The Penguin Archive Project has revealed some fascinating details in the history of Penguin Books, such as the story of their ‘secret editor’ as reported in the Telegraph.
Eunice Frost became an editor at Penguin in the late 1930s and went on to be its first female director. Along with the firm’s founder, Allen Lane, she revolutionised the way we read by making good writing accessible to anyone for the price of a packet of cigarettes. So much was she the guiding spirit of the historic house that its penguin mascot and logo is named ‘Frostie’ after her. In 1958 she became the first woman in publishing to be awarded an OBE for services to literature.
Yet her name never appeared on any book, and even those who knew her well are still in the dark about the specifics of her life and the causes of her chronic regret.
Beyond ‘secret’ editing she also generated original writings, poetry and paintings. A somewhat sarcastic view of identity is presented in her work:
If only I could get a small advance
You bet I’d go straight to the South of France —
You need a lot more for the USA
Than any publisher will give away.
Oh to be Shaw — or even Graham Greene
They are twice damned and still show on the screen.
I hear the Council’s puffed you in Peru,
That’s nothing to my puffing up of YOU,
And anyway the whole thing’s just a plot
To make us think we’re someone when we’re not.
She clearly struggled with how to judge quality when reflecting upon market demand. Penguin appears to have been founded upon the concept that valuable information still can be delivered in affordable packages — quantity should not have to require a lack of quality — so the job of an editor there was particularly important.
In 1935 Allen Lane, then a director of his family’s publishing firm, The Bodley Head, was returning from a visit to see Agatha Christie in Devon when he decided to buy something to read. Scanning the shelves of the shop at Exeter railway station, he found nothing but pulp fiction and reprints of Victorian novels. At that point paperbacks were synonymous with those genres; high-quality fiction came in hardback form.
Lane determined to produce the same fare with soft covers (for sixpence a volume), and to make it available in stations and chain stores, thereby creating a democracy of reading from which civilisation has never looked back
This view of Penguin’s history reminds me of a poetry magazine that was started in 1909 in London. Harold Monro of the Poetry Bookshop in London was the Poetry Review’s founder and first editor.
Published by the Society and sharing its aim of “helping poets and poetry thrive in Britain today” — a declaration of intent towards all schools and groups of poetry, not merely the fashionable or metropolitan…
Although a respected editor at the time his work is far less known than those who followed his vision (e.g. Harriet Monroe of Chicago) and is probably forgotten by most. This new review of Penguin Books history might bring the story of quiet yet influential editors back into focus. Penguin started 20 years later but like the Poetry Review they relied on someone special to find message integrity among authors that could innovate independently from market demand and influence.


Task to carry out
Go through the entries that follow and count every line with the string "Share". Reply with the number only.

Data tied to figure images
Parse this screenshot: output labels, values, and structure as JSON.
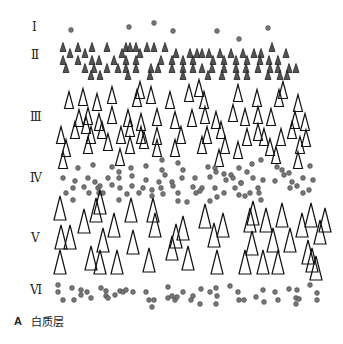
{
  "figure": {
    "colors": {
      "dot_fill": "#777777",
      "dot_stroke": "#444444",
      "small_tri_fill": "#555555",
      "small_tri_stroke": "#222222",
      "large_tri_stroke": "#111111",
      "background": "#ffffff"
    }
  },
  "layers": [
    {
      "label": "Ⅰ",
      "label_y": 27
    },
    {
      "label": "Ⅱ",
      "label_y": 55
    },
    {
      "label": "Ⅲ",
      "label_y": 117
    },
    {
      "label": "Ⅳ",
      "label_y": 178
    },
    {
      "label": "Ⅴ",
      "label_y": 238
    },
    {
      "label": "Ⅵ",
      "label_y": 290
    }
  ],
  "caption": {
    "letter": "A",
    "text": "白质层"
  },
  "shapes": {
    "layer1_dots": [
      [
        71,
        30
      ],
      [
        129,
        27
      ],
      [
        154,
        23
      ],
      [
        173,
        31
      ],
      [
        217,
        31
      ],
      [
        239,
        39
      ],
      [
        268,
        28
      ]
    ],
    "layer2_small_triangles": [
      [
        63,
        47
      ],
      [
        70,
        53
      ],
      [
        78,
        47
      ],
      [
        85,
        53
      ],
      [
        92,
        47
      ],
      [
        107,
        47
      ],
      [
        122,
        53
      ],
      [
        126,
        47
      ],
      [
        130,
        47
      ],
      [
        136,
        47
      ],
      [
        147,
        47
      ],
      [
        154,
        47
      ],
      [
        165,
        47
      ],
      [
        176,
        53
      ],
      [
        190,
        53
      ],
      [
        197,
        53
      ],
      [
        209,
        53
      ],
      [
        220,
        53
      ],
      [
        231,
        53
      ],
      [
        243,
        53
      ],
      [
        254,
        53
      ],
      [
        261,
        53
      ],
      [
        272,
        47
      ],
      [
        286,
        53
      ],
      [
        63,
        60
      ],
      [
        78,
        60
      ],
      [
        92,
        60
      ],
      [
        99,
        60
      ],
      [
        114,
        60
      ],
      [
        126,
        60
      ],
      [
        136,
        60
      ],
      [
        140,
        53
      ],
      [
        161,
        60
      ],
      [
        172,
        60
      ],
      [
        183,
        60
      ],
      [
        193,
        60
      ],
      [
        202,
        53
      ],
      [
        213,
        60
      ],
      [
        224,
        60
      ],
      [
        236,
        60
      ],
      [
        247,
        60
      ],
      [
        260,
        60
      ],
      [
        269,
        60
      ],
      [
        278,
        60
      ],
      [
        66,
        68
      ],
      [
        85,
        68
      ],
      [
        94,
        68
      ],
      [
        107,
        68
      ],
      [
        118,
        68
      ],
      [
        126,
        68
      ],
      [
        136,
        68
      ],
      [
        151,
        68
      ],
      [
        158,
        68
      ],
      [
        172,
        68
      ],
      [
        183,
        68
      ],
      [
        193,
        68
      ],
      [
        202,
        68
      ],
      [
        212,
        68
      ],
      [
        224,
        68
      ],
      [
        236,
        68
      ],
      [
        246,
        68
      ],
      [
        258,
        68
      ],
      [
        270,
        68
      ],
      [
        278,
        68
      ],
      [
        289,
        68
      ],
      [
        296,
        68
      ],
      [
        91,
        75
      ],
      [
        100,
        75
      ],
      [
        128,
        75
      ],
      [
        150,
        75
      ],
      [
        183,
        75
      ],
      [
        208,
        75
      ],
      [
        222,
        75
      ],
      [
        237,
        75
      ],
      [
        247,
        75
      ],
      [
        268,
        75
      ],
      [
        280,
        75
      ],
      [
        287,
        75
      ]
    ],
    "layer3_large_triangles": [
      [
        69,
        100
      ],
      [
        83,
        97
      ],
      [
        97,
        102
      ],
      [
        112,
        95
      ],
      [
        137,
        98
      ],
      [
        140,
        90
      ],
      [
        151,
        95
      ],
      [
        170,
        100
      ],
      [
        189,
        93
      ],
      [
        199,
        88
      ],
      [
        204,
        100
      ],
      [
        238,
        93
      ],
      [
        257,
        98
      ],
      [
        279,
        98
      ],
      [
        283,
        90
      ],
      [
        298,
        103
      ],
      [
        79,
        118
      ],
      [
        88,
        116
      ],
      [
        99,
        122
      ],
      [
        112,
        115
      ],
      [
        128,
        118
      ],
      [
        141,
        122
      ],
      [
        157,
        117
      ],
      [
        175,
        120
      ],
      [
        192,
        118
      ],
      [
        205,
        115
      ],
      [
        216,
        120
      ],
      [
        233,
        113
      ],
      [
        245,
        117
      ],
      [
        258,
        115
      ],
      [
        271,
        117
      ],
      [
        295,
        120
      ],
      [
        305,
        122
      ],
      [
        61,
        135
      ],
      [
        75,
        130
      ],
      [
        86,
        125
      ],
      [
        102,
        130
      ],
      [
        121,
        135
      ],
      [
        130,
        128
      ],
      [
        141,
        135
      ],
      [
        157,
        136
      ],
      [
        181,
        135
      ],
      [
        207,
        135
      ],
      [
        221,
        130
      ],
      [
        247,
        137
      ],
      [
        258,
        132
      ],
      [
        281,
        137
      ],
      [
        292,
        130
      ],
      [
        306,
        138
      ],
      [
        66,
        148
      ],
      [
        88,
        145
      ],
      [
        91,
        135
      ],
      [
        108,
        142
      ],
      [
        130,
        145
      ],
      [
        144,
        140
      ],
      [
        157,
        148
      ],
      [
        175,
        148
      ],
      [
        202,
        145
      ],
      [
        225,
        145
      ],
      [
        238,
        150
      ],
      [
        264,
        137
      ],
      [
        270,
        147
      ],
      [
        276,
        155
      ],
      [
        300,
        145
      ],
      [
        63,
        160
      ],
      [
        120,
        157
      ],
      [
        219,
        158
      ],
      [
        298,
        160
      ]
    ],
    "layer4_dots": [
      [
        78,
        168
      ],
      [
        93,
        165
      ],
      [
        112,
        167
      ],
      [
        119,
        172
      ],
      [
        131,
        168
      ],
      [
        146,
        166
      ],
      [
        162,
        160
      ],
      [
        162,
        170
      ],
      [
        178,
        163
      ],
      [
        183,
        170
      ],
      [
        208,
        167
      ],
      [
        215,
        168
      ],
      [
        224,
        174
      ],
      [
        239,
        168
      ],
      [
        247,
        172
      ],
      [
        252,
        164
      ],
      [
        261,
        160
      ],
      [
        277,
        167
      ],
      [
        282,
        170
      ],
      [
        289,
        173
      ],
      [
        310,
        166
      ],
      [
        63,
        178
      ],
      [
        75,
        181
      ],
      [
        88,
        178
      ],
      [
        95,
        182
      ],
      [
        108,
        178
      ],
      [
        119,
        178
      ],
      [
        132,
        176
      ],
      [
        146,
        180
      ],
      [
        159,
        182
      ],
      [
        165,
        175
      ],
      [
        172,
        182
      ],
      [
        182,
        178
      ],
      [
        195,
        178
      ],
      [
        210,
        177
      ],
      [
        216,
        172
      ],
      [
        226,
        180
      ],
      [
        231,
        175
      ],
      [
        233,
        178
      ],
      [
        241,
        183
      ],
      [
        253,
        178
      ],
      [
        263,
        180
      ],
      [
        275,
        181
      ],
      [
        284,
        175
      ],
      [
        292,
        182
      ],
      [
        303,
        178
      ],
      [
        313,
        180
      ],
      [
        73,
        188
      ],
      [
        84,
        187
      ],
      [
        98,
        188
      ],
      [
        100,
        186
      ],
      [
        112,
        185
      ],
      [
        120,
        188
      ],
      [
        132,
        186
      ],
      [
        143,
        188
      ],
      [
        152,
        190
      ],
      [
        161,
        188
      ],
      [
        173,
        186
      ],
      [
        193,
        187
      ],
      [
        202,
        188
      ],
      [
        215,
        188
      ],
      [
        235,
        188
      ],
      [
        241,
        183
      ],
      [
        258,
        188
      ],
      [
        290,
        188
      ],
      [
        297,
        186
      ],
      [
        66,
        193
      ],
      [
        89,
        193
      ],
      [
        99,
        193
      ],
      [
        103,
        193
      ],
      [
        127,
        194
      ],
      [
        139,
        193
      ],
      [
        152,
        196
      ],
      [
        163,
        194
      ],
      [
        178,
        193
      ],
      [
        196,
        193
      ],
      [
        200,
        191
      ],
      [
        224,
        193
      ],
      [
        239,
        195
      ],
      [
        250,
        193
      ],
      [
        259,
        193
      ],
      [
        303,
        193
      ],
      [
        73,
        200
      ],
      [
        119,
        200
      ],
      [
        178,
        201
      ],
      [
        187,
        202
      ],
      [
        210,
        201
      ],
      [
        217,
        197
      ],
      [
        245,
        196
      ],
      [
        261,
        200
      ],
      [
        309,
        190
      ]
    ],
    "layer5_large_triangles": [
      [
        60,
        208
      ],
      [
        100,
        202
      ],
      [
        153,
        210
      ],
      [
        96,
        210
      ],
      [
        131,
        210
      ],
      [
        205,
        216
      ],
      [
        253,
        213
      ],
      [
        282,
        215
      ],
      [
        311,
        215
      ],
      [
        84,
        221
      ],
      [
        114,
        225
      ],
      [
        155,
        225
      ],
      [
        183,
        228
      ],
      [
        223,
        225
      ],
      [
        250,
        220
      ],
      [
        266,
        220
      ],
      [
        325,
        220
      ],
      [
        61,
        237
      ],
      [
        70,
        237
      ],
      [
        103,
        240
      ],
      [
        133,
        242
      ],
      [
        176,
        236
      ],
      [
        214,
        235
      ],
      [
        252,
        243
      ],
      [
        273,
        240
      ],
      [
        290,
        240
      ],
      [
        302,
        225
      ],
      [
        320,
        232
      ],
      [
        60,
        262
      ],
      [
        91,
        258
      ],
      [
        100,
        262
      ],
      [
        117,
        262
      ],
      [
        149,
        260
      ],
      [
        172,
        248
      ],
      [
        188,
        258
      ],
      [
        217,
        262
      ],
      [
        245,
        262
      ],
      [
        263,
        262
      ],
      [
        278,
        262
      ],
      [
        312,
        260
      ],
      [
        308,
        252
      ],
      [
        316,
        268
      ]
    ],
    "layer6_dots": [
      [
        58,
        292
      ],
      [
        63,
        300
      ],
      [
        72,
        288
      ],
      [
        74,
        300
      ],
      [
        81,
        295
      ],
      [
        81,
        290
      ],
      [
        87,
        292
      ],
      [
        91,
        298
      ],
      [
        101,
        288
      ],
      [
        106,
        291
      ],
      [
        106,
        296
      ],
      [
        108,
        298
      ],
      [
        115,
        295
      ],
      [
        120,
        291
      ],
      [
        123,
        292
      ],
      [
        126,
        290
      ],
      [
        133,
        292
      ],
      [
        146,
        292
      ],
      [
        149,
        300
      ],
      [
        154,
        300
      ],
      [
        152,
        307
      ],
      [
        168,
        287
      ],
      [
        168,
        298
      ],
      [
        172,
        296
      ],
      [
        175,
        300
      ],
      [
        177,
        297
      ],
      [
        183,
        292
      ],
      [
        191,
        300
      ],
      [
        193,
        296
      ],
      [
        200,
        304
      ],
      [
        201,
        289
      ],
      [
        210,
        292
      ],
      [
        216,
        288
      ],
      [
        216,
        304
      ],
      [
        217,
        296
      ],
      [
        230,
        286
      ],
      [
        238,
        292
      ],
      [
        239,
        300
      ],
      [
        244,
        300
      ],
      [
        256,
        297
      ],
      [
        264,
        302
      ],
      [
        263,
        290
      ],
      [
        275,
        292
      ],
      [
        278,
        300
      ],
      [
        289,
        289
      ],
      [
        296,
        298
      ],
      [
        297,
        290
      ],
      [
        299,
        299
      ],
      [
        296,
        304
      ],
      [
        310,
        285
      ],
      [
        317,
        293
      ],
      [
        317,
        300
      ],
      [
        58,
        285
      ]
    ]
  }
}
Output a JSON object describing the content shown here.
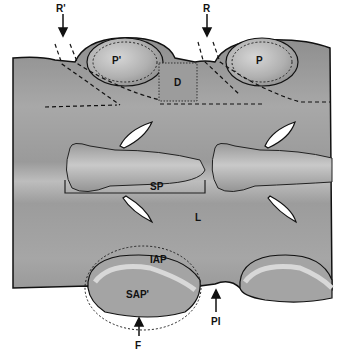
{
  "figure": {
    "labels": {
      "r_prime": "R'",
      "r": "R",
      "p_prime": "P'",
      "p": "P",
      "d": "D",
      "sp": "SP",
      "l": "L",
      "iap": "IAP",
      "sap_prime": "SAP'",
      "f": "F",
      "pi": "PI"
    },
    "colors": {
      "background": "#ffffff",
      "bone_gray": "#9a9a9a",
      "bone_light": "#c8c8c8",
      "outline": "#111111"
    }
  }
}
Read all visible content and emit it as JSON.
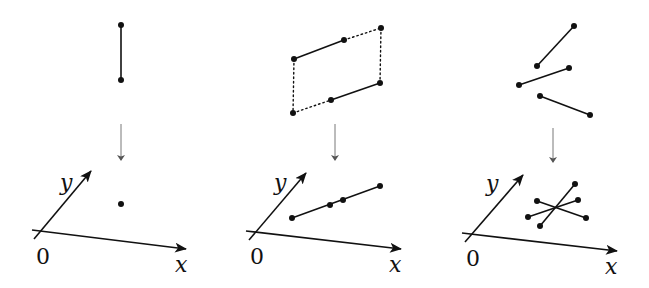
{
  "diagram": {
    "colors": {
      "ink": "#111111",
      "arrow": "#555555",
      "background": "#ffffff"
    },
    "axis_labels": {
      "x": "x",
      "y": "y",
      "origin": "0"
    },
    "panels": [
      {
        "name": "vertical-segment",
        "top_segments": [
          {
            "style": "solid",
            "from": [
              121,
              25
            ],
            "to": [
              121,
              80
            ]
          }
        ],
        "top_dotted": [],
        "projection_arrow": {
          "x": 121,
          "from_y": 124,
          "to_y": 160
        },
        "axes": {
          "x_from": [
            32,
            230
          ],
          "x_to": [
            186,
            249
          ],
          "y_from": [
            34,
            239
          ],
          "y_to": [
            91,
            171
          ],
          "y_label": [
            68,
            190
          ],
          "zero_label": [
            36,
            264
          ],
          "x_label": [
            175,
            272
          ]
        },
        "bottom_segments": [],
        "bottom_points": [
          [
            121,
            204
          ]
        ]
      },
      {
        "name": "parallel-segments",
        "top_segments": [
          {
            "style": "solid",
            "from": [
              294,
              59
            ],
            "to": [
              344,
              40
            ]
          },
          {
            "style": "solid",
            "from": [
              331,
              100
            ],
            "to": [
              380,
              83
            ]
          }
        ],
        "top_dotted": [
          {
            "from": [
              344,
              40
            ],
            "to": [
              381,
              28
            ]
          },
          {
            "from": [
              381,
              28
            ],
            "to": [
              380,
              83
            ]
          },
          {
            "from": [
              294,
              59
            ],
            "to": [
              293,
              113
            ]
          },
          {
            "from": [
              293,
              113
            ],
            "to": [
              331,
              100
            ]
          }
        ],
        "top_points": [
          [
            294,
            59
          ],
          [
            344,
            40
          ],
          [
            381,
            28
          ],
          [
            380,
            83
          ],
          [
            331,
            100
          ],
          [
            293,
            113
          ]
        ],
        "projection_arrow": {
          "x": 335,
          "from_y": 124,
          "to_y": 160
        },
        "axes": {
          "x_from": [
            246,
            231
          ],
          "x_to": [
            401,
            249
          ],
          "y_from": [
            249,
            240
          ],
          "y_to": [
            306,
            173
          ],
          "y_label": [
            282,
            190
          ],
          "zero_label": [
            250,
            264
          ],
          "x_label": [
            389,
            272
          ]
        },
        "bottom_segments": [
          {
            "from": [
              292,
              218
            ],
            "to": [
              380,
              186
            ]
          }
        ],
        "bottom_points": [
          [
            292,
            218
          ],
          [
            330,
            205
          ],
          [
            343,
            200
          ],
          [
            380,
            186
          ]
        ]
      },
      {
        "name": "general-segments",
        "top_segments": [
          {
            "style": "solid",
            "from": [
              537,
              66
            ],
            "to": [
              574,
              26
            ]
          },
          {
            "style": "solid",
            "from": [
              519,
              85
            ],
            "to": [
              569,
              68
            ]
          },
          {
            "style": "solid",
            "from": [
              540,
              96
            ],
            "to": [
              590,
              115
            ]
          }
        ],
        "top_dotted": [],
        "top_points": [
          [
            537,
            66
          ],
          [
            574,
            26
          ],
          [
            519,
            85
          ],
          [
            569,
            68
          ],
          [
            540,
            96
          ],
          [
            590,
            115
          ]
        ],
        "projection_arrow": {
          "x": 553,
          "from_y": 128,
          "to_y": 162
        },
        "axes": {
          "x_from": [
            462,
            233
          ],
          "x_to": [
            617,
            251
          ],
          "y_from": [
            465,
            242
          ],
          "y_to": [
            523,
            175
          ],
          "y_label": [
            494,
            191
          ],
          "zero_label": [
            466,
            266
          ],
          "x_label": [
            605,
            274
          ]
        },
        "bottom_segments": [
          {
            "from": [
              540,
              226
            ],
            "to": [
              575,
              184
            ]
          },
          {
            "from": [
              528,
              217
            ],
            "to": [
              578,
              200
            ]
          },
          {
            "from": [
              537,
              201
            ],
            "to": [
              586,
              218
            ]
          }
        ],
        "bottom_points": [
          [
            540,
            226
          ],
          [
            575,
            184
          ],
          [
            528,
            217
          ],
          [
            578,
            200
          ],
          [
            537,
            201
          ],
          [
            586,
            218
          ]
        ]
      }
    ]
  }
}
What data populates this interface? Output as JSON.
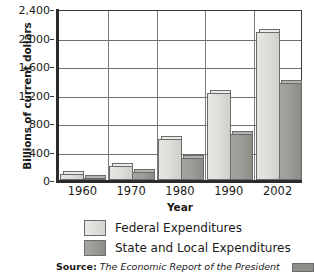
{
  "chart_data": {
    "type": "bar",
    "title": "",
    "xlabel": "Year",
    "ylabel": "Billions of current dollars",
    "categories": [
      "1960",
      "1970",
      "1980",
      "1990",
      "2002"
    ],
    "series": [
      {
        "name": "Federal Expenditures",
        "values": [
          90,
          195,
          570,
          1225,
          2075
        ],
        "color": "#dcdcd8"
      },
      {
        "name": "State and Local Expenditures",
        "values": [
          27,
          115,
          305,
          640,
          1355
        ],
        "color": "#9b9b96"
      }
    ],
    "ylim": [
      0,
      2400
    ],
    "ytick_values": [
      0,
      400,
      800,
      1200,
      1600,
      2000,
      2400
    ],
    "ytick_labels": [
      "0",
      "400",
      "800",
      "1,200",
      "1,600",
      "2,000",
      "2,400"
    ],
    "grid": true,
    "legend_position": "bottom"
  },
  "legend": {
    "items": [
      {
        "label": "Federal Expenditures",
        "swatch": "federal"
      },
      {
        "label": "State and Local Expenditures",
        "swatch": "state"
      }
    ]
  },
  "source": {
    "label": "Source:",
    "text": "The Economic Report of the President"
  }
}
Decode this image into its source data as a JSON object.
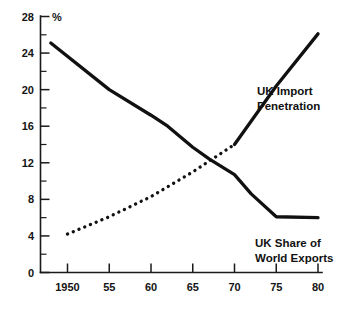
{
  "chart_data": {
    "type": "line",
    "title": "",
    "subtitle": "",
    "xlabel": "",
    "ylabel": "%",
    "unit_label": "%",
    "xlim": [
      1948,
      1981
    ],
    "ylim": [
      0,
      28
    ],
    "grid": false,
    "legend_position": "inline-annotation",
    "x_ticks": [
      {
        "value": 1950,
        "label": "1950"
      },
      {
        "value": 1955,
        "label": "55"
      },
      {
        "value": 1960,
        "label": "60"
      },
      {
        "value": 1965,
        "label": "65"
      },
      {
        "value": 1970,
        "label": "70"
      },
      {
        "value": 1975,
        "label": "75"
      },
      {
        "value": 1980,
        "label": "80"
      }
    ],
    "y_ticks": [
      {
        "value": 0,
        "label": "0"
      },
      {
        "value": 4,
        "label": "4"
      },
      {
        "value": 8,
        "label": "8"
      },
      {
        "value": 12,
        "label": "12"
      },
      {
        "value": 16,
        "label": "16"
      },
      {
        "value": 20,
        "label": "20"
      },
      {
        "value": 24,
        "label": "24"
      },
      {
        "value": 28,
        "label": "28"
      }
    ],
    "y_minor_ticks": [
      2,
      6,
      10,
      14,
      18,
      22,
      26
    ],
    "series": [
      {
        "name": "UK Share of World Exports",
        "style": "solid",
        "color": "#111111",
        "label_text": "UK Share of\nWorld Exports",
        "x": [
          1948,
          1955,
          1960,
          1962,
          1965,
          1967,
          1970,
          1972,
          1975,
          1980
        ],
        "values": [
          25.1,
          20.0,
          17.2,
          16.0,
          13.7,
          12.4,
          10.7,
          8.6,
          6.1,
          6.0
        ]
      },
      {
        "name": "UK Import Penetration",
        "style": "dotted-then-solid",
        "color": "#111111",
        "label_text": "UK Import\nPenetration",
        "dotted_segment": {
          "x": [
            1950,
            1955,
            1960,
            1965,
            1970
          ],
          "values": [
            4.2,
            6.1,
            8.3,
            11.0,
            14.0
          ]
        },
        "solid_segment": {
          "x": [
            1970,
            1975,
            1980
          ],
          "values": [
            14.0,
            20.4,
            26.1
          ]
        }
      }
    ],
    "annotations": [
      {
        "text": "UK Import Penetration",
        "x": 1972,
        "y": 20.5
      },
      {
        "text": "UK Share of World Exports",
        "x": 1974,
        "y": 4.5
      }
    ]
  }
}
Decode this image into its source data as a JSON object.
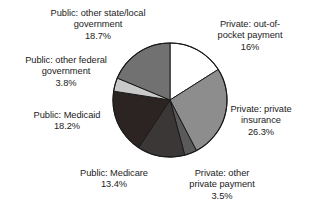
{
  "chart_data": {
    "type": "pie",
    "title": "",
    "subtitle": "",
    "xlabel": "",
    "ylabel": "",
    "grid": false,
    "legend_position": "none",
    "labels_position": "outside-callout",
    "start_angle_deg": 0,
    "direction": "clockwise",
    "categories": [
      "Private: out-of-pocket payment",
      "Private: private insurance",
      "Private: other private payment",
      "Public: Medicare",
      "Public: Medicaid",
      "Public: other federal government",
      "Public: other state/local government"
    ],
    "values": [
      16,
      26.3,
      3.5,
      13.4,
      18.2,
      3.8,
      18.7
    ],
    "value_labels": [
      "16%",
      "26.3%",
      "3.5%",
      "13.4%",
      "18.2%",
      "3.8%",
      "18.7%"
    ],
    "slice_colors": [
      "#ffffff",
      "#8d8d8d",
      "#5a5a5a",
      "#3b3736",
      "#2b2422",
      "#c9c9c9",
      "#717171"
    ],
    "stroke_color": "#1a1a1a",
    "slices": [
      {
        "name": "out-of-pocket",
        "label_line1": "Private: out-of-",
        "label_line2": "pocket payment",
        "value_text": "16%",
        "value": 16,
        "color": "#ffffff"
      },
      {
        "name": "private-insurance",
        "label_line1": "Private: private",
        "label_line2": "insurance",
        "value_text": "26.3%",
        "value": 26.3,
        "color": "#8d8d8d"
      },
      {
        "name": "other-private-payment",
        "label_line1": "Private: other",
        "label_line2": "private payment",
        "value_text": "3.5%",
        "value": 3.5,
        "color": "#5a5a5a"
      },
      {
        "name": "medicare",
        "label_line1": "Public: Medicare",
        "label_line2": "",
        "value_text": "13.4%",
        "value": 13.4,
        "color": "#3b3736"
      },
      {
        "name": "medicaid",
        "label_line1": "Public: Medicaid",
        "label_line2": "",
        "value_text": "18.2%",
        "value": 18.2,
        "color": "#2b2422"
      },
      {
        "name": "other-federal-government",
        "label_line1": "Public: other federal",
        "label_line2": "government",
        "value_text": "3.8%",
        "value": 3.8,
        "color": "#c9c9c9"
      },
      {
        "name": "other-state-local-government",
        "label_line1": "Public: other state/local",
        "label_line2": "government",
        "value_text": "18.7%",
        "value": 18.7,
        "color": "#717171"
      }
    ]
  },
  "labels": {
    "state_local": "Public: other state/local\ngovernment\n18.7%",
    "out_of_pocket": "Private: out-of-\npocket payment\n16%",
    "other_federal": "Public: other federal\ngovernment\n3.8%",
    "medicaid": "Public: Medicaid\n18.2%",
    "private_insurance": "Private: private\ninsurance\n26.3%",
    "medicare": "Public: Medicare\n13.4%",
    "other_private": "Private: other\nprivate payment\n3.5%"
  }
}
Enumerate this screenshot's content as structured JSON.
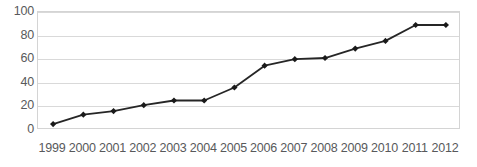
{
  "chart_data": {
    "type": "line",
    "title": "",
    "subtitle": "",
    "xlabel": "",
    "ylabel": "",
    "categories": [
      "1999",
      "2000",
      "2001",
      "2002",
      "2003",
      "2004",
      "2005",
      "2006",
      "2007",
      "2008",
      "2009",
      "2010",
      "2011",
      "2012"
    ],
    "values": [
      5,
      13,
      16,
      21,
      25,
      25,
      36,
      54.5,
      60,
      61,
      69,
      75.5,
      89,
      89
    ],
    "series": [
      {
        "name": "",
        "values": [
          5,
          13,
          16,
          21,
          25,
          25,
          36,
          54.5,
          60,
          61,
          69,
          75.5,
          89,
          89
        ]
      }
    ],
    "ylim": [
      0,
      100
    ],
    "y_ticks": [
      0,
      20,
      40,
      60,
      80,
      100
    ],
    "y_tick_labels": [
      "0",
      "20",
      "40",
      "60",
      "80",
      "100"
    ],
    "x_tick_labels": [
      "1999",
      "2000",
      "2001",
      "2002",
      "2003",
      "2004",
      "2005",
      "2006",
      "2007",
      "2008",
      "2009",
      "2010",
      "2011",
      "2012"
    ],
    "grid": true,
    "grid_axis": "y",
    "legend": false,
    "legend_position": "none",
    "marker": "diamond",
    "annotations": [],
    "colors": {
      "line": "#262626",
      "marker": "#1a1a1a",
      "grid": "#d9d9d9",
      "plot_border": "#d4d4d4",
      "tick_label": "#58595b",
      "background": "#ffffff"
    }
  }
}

Written solution
3